The massive cross-shaped “electrolier” in the Tiffany Chapel at the Morse is one of its most powerful elements. Weighing approximately a thousand pounds and measuring ten feet in height, this lighting fixture is comprised of cast metal and green turtleback glass—so called because the mold in which it is cast resembles a turtle’s shell. It could easily stand as an individual work of art. Instead, however, it serves in harmony as part of Louis Comfort Tiffany’s (1848–1933) intricate 1893 chapel, which includes leaded-glass windows as well as sixteen columns, an altar block, a baptismal font, and a reredos, all covered with small glass tesserae.

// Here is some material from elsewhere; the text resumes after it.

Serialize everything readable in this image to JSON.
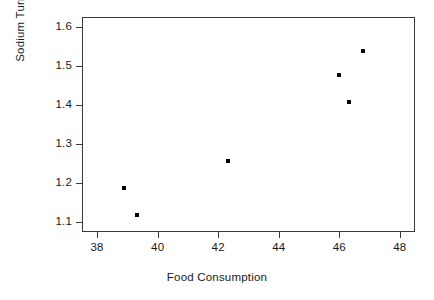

Though housing more than two hundred eleven-watt light bulbs, the electrolier’s purpose in Tiffany’s design is more aesthetic than practical. This ancestor of the famous Tiffany lamp is an illuminated sculpture, and like those both large and small that would follow, it was meant to introduce electric light into a room as a source of beauty rather than distraction.